BlackRock IBIT and Fidelity FBTC Dominate Bitcoin ETF Inflows
In brief
- IBIT and FBTC captured over 90% of bitcoin ETF inflows on January 14, 2026.
- BlackRock's IBIT is now the flagship spot bitcoin ETF product.
- Smaller funds from Franklin Templeton, VanEck, Valkyrie, and WisdomTree record single-digit million daily flows.
- Institutional investors prioritize liquidity, trading volume, and issuer reputation.
The Two-Firm Dominance
IBIT and FBTC's grip on bitcoin ETF inflows has been consistent and overwhelming. On January 14, 2026, the two funds attracted more than 90% of all bitcoin ETF inflows, with IBIT alone driving the bulk of the $840.6 million in total daily inflows recorded that day. A similar pattern held on April 17, when IBIT and FBTC accounted for roughly two-thirds of all bitcoin ETF inflows, bringing in $284 million and capturing the majority of the $663.9 million total. On May 1, the dominance continued, with IBIT and FBTC combining to attract nearly $500 million of the day's total inflows.
"Eighteen months later, the battle increasingly looks like a two-player race." — CoinDesk reporting
Why Size Matters
IBIT has emerged as the flagship product of the entire spot bitcoin ETF sector, regularly posting the largest inflows. BlackRock's scale—the firm manages more than $10 trillion in assets globally—gives it an unmatched advantage in reaching institutional clients and wealth managers. Fidelity's reputation and distribution network have similarly positioned FBTC as a natural destination for capital.
Smaller issuers face a widening gap. Funds such as Franklin Templeton's EZBC, VanEck's HODL, Valkyrie's BRRR, and WisdomTree's BTCW frequently record daily flows measured in single-digit millions of dollars. The difference isn't product quality—it's institutional preference. For institutional investors, liquidity, trading volume, and issuer reputation often matter as much as the underlying bitcoin exposure itself.
Market Headwinds
The consolidation has accelerated amid broader market turbulence. Bitcoin declined approximately 29% year-to-date in 2026, testing institutional conviction and triggering waves of portfolio rebalancing. In such an environment, capital gravitates toward the safest, most liquid landing spots—which means IBIT and FBTC by default.
The shift mirrors broader trends in asset management, where scale and brand concentration have reshaped competition across ETF markets. What began as a crowded field of competitors has become a duopoly in practice, even if the regulatory framework still permits new entrants.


### [Aim of the exercise]
Your reply should be made up of every line in the records below that holds the string "labels".
==== Data records
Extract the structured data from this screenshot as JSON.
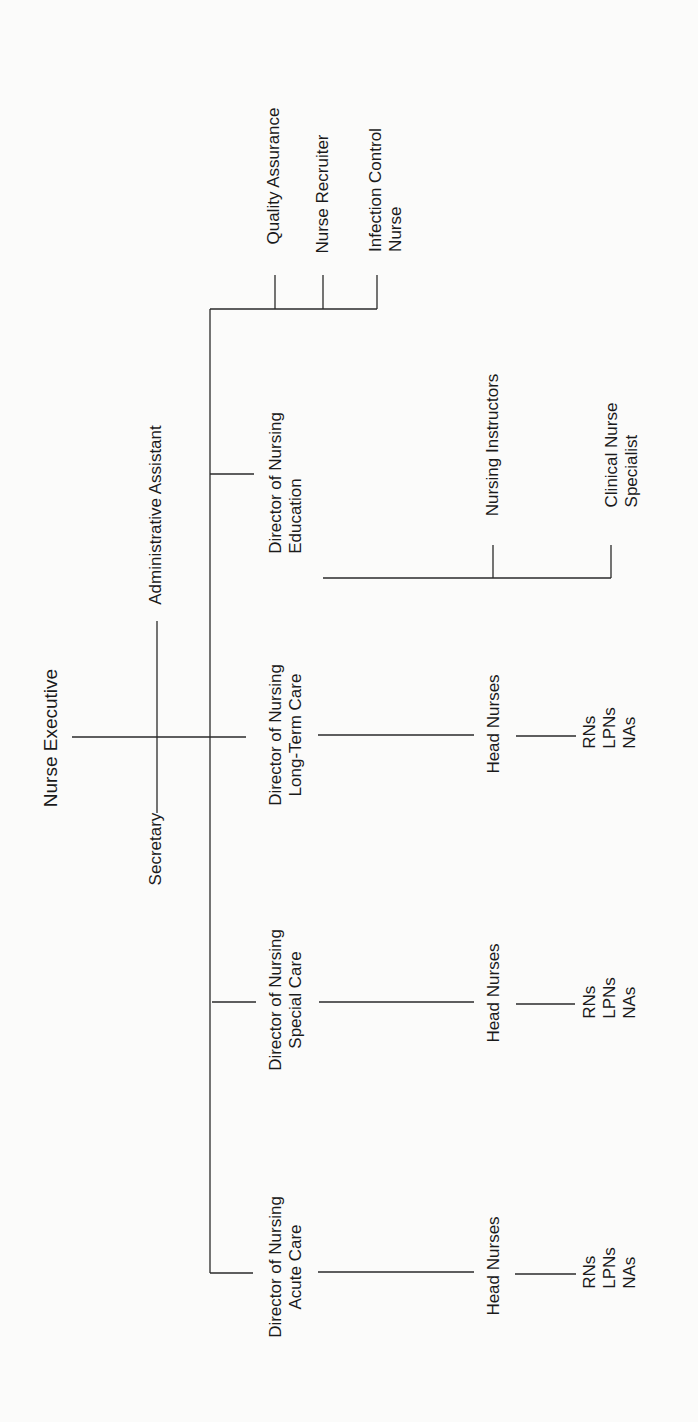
{
  "chart": {
    "type": "org-chart",
    "orientation": "rotated-90-ccw",
    "root": "Nurse Executive",
    "staff": [
      "Administrative Assistant",
      "Secretary"
    ]
  },
  "nodes": {
    "nurse_executive": {
      "line1": "Nurse Executive"
    },
    "administrative_assistant": {
      "line1": "Administrative Assistant"
    },
    "secretary": {
      "line1": "Secretary"
    },
    "quality_assurance": {
      "line1": "Quality Assurance"
    },
    "nurse_recruiter": {
      "line1": "Nurse Recruiter"
    },
    "infection_control": {
      "line1": "Infection Control",
      "line2": "Nurse"
    },
    "dir_education": {
      "line1": "Director of Nursing",
      "line2": "Education"
    },
    "nursing_instructors": {
      "line1": "Nursing Instructors"
    },
    "clinical_nurse_specialist": {
      "line1": "Clinical Nurse",
      "line2": "Specialist"
    },
    "dir_long_term": {
      "line1": "Director of Nursing",
      "line2": "Long-Term Care"
    },
    "head_nurses_long_term": {
      "line1": "Head Nurses"
    },
    "staff_long_term": {
      "line1": "RNs",
      "line2": "LPNs",
      "line3": "NAs"
    },
    "dir_special": {
      "line1": "Director of Nursing",
      "line2": "Special Care"
    },
    "head_nurses_special": {
      "line1": "Head Nurses"
    },
    "staff_special": {
      "line1": "RNs",
      "line2": "LPNs",
      "line3": "NAs"
    },
    "dir_acute": {
      "line1": "Director of Nursing",
      "line2": "Acute Care"
    },
    "head_nurses_acute": {
      "line1": "Head Nurses"
    },
    "staff_acute": {
      "line1": "RNs",
      "line2": "LPNs",
      "line3": "NAs"
    }
  },
  "hierarchy": [
    {
      "name": "Nurse Executive",
      "children": [
        {
          "name": "Quality Assurance"
        },
        {
          "name": "Nurse Recruiter"
        },
        {
          "name": "Infection Control Nurse"
        },
        {
          "name": "Director of Nursing Education",
          "children": [
            {
              "name": "Nursing Instructors"
            },
            {
              "name": "Clinical Nurse Specialist"
            }
          ]
        },
        {
          "name": "Director of Nursing Long-Term Care",
          "children": [
            {
              "name": "Head Nurses",
              "children": [
                {
                  "name": "RNs, LPNs, NAs"
                }
              ]
            }
          ]
        },
        {
          "name": "Director of Nursing Special Care",
          "children": [
            {
              "name": "Head Nurses",
              "children": [
                {
                  "name": "RNs, LPNs, NAs"
                }
              ]
            }
          ]
        },
        {
          "name": "Director of Nursing Acute Care",
          "children": [
            {
              "name": "Head Nurses",
              "children": [
                {
                  "name": "RNs, LPNs, NAs"
                }
              ]
            }
          ]
        }
      ]
    }
  ]
}
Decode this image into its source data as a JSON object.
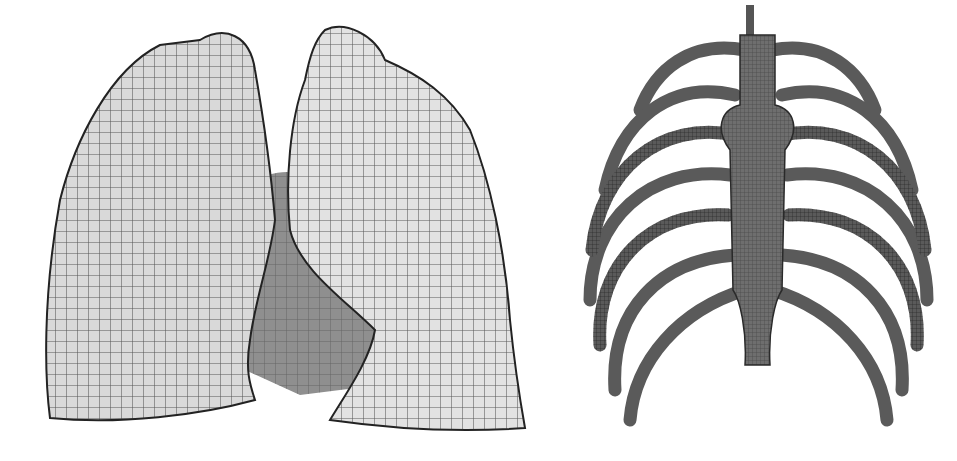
{
  "figures": [
    {
      "id": "lungs",
      "subject": "finite element mesh of lungs (front view)",
      "fill": "#d9d9d9",
      "shadow": "#8f8f8f",
      "line": "#2a2a2a"
    },
    {
      "id": "ribs",
      "subject": "finite element mesh of rib cage with sternum (front view)",
      "fill": "#6e6e6e",
      "shadow": "#3a3a3a",
      "line": "#1e1e1e"
    }
  ],
  "background": "#ffffff"
}
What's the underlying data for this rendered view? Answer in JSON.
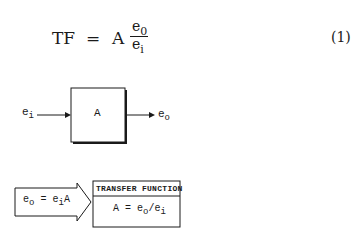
{
  "equation": {
    "lhs": "TF",
    "equals": "=",
    "coef": "A",
    "num_base": "e",
    "num_sub": "0",
    "den_base": "e",
    "den_sub": "i",
    "number": "(1)"
  },
  "block_diagram": {
    "input_base": "e",
    "input_sub": "i",
    "block_label": "A",
    "output_base": "e",
    "output_sub": "o"
  },
  "relation": {
    "lhs_base": "e",
    "lhs_sub": "o",
    "equals": "=",
    "rhs_base": "e",
    "rhs_sub": "i",
    "rhs_coef": "A"
  },
  "transfer_box": {
    "title": "TRANSFER FUNCTION",
    "formula_lhs": "A = e",
    "formula_sub1": "o",
    "formula_slash": "/e",
    "formula_sub2": "i"
  },
  "colors": {
    "ink": "#1a1a1a",
    "background": "#ffffff"
  }
}
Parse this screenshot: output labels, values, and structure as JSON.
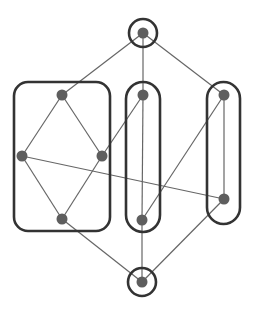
{
  "diagram": {
    "type": "hasse-diagram-with-groupings",
    "colors": {
      "background": "#ffffff",
      "edge": "#666666",
      "group_outline": "#333333",
      "node": "#5e5e5e"
    },
    "nodes": [
      {
        "id": "top",
        "x": 143,
        "y": 33
      },
      {
        "id": "a1",
        "x": 62,
        "y": 95
      },
      {
        "id": "a2",
        "x": 22,
        "y": 156
      },
      {
        "id": "a3",
        "x": 102,
        "y": 156
      },
      {
        "id": "a4",
        "x": 62,
        "y": 219
      },
      {
        "id": "b1",
        "x": 143,
        "y": 95
      },
      {
        "id": "b2",
        "x": 142,
        "y": 220
      },
      {
        "id": "c1",
        "x": 224,
        "y": 95
      },
      {
        "id": "c2",
        "x": 224,
        "y": 199
      },
      {
        "id": "bottom",
        "x": 142,
        "y": 282
      }
    ],
    "edges": [
      [
        "top",
        "a1"
      ],
      [
        "top",
        "b1"
      ],
      [
        "top",
        "c1"
      ],
      [
        "a1",
        "a2"
      ],
      [
        "a1",
        "a3"
      ],
      [
        "a2",
        "a4"
      ],
      [
        "a3",
        "a4"
      ],
      [
        "a3",
        "b1"
      ],
      [
        "a2",
        "c2"
      ],
      [
        "b1",
        "b2"
      ],
      [
        "c1",
        "b2"
      ],
      [
        "c1",
        "c2"
      ],
      [
        "a4",
        "bottom"
      ],
      [
        "b2",
        "bottom"
      ],
      [
        "c2",
        "bottom"
      ]
    ],
    "groups": [
      {
        "id": "top-circle",
        "shape": "circle",
        "cx": 143,
        "cy": 33,
        "r": 14
      },
      {
        "id": "left-box",
        "shape": "rect",
        "x": 14,
        "y": 82,
        "w": 96,
        "h": 149,
        "rx": 14
      },
      {
        "id": "middle-pill",
        "shape": "rect",
        "x": 126,
        "y": 82,
        "w": 34,
        "h": 150,
        "rx": 17
      },
      {
        "id": "right-pill",
        "shape": "rect",
        "x": 207,
        "y": 82,
        "w": 33,
        "h": 142,
        "rx": 16.5
      },
      {
        "id": "bottom-circle",
        "shape": "circle",
        "cx": 142,
        "cy": 282,
        "r": 14
      }
    ]
  }
}
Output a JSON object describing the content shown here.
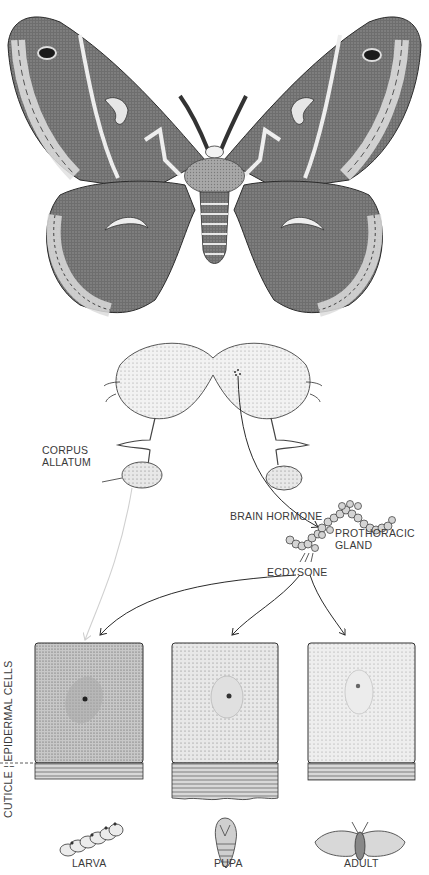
{
  "figure": {
    "title_moth": "Cecropia moth (adult, dorsal view)",
    "labels": {
      "corpus_allatum_line1": "CORPUS",
      "corpus_allatum_line2": "ALLATUM",
      "brain_hormone": "BRAIN HORMONE",
      "prothoracic_line1": "PROTHORACIC",
      "prothoracic_line2": "GLAND",
      "ecdysone": "ECDYSONE",
      "side_axis": "CUTICLE ¦ EPIDERMAL CELLS"
    },
    "stages": [
      {
        "label": "LARVA",
        "cell_shade": "#b8b8b8",
        "cuticle_height": 30
      },
      {
        "label": "PUPA",
        "cell_shade": "#dcdcdc",
        "cuticle_height": 48
      },
      {
        "label": "ADULT",
        "cell_shade": "#e4e4e4",
        "cuticle_height": 30
      }
    ],
    "colors": {
      "ink": "#2b2b2b",
      "stipple_dark": "#7a7a7a",
      "wing_dark": "#5a5a5a",
      "wing_light": "#d8d8d8",
      "faint_arrow": "#d0d0d0"
    }
  }
}
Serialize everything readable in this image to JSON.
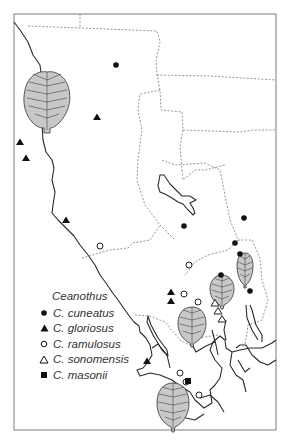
{
  "legend": {
    "title": "Ceanothus",
    "items": [
      {
        "symbol": "filled-circle",
        "label": "C. cuneatus"
      },
      {
        "symbol": "filled-triangle",
        "label": "C. gloriosus"
      },
      {
        "symbol": "open-circle",
        "label": "C. ramulosus"
      },
      {
        "symbol": "open-triangle",
        "label": "C. sonomensis"
      },
      {
        "symbol": "filled-square",
        "label": "C. masonii"
      }
    ]
  },
  "points": {
    "cuneatus": [
      [
        116,
        65
      ],
      [
        244,
        218
      ],
      [
        184,
        226
      ],
      [
        235,
        243
      ],
      [
        240,
        254
      ],
      [
        221,
        275
      ],
      [
        250,
        291
      ]
    ],
    "gloriosus": [
      [
        97,
        117
      ],
      [
        20,
        142
      ],
      [
        26,
        158
      ],
      [
        66,
        220
      ],
      [
        171,
        292
      ],
      [
        171,
        301
      ],
      [
        147,
        361
      ]
    ],
    "ramulosus": [
      [
        100,
        246
      ],
      [
        189,
        265
      ],
      [
        184,
        294
      ],
      [
        198,
        302
      ],
      [
        180,
        373
      ],
      [
        186,
        382
      ],
      [
        199,
        395
      ]
    ],
    "sonomensis": [
      [
        215,
        303
      ],
      [
        218,
        311
      ],
      [
        222,
        319
      ]
    ],
    "masonii": [
      [
        188,
        381
      ]
    ]
  },
  "colors": {
    "frame": "#9a9a9a",
    "county": "#8a8a8a",
    "coast": "#2a2a2a",
    "leaf": "#c8c8c8"
  }
}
========
### [The answer]
Parse this screenshot: output labels, values, and structure as JSON.
    "labels": {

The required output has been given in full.